In Y/N (Astra House, Mar.), an American woman living in Berlin becomes obsessed with a K-pop star named Moon.
What was your inspiration for Y/N?
In late 2017, while on a bus from New York City to Providence, I decided that I would write a novel about a woman obsessed with a K-pop star. The reason why it appealed to me was because it sounded blissfully stupid, the idea of someone being obsessed with a celebrity.
And yet the book is quite complex.
My narrator is an obsessive fan, but at heart she’s an intellectual who has a refined, and even pretentious, appreciation of Moon. She’s not supposed to be a fan. The object of her devotion is supposedly low culture, anti-intellectual, but she’s arriving at her deepest ideas about art, about freedom, through this devotion.
What is it about K-pop that takes such a powerful hold on your narrator?
K-pop and fandom are very fraught arenas. K-pop is a symbol that, in my opinion, traffics in displaced spirituality. Stars are called “idols.” There are very few things in an average person’s life that one would call their idol. My narrator has no outlet for her enormous capacity for devotion. She doesn’t go to church, she can’t fight for a country, she can’t lose herself to sexual passion, she can’t embark on a great work of art. So what does she turn to? She turns to K-pop. That’s how I view her obsession. It’s not just a delusional exercise. To me, it’s a natural consequence of the sort of conditions under which she’s living.
Did your own experiences as a Korean American woman living in Germany influence Y/N?
What I share with my narrator is the fact that we’re at odds with our own identities. The longest I’ve lived in one place was five years, and that was when I was born in Los Angeles. My family moved all over and when I was 24, I left the U.S. for Berlin and I’ve been living abroad since then. The sum of my lived experiences has made me question the kind of symbolic import people apply to the term Korean American, especially right now in this hyper-politicized time. When I write, I represent no nationality, no country, no race, no social class. This is why I personally don’t call myself an Asian American writer or a Korean American female writer. For me, I’m just simply a writer.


■ Exercise prompt
Whenever a line in the data holds the string "VERBS", copy that line.

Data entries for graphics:
==========

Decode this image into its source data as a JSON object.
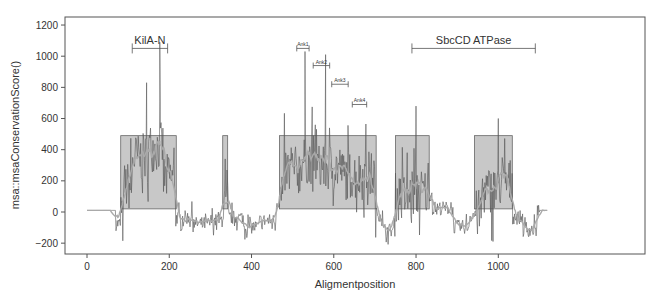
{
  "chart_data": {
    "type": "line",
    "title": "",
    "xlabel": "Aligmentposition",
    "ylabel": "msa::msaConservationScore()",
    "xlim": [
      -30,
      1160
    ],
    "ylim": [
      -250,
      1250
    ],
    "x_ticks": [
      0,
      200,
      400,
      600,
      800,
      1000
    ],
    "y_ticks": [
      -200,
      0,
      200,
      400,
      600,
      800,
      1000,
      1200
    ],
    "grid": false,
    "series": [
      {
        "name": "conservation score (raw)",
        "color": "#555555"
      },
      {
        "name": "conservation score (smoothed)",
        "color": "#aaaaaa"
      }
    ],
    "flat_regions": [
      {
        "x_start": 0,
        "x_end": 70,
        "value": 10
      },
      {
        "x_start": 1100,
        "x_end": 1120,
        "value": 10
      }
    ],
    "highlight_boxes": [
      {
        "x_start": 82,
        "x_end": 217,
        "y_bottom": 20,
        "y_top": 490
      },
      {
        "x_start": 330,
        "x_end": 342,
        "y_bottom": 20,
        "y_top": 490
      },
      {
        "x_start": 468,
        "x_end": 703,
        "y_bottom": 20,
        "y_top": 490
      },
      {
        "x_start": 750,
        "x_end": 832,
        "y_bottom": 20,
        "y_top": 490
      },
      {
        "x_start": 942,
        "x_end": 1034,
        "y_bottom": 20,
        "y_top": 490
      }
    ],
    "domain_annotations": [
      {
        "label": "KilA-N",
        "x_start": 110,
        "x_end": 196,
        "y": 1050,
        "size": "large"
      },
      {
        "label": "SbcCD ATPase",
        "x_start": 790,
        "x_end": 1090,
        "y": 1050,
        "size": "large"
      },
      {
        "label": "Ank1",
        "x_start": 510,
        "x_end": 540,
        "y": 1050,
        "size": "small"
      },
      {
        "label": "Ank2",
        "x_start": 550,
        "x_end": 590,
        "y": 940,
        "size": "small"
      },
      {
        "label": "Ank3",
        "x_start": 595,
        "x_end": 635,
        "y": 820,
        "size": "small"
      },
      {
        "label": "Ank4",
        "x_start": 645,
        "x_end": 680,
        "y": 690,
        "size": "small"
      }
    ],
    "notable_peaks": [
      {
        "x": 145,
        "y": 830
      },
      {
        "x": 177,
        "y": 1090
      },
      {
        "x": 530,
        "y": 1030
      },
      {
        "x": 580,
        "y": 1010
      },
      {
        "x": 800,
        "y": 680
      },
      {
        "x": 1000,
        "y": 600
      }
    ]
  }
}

==========

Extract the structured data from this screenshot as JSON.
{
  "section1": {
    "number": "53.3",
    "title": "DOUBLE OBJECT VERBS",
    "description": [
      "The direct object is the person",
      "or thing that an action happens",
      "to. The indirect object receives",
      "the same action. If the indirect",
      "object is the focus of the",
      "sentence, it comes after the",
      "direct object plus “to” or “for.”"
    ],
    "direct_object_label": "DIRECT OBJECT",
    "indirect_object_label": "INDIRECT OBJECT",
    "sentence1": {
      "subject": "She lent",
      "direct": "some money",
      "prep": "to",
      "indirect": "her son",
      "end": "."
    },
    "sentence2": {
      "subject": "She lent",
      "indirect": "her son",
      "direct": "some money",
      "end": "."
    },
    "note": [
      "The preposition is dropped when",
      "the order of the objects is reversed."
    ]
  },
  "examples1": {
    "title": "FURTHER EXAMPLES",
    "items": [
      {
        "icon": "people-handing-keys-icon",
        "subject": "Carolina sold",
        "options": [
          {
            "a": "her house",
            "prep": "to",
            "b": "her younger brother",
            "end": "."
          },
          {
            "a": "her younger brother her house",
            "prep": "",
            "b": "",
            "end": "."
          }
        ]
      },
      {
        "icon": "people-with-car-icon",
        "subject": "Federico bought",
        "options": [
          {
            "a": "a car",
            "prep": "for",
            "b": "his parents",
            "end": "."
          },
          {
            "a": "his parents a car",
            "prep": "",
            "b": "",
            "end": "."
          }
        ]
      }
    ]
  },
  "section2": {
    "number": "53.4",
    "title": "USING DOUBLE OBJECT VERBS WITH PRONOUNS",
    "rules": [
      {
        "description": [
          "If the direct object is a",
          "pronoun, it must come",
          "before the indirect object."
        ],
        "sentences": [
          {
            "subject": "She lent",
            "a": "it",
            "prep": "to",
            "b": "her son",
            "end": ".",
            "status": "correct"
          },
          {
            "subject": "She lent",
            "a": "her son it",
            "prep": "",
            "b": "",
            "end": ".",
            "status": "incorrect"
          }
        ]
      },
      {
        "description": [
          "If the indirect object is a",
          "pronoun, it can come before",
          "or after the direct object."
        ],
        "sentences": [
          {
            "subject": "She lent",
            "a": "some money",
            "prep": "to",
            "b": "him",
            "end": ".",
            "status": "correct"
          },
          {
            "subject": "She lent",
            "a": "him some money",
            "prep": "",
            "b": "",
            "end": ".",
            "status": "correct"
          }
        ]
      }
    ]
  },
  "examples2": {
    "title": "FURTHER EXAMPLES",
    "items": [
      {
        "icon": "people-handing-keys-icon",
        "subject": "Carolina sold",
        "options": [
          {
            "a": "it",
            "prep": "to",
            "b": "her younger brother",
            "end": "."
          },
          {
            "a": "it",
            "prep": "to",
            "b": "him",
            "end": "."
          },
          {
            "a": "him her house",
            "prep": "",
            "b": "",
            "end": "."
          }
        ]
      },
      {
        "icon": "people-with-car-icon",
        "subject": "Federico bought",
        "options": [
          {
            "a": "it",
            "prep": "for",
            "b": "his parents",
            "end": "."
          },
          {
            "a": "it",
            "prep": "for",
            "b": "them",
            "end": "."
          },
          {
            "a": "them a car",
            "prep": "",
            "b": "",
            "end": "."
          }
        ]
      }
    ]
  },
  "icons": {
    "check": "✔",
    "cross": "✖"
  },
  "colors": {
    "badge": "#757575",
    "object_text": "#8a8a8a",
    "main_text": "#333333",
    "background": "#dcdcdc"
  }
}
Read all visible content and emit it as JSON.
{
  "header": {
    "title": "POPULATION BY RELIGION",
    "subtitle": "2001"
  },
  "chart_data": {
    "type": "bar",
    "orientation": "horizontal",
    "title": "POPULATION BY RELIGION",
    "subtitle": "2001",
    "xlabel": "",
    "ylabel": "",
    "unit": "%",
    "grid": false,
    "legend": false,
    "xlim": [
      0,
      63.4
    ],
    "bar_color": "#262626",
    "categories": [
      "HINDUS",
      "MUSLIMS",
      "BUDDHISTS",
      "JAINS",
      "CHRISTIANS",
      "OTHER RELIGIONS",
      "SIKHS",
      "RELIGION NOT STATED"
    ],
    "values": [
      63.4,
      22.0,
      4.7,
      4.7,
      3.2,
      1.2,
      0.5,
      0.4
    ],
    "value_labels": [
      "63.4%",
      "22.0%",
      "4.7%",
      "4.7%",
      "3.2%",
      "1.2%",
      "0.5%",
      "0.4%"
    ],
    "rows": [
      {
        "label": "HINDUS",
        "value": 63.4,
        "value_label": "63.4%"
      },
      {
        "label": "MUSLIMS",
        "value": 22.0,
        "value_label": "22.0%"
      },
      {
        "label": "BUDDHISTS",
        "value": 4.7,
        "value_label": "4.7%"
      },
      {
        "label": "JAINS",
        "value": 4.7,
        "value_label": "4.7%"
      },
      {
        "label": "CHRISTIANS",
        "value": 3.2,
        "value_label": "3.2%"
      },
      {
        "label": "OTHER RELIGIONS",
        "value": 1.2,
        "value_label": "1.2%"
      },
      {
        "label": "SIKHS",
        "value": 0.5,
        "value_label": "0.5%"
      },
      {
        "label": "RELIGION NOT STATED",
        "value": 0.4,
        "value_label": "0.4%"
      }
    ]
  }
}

==========

■ Response below
    "title": "DOUBLE OBJECT VERBS",
    "title": "USING DOUBLE OBJECT VERBS WITH PRONOUNS",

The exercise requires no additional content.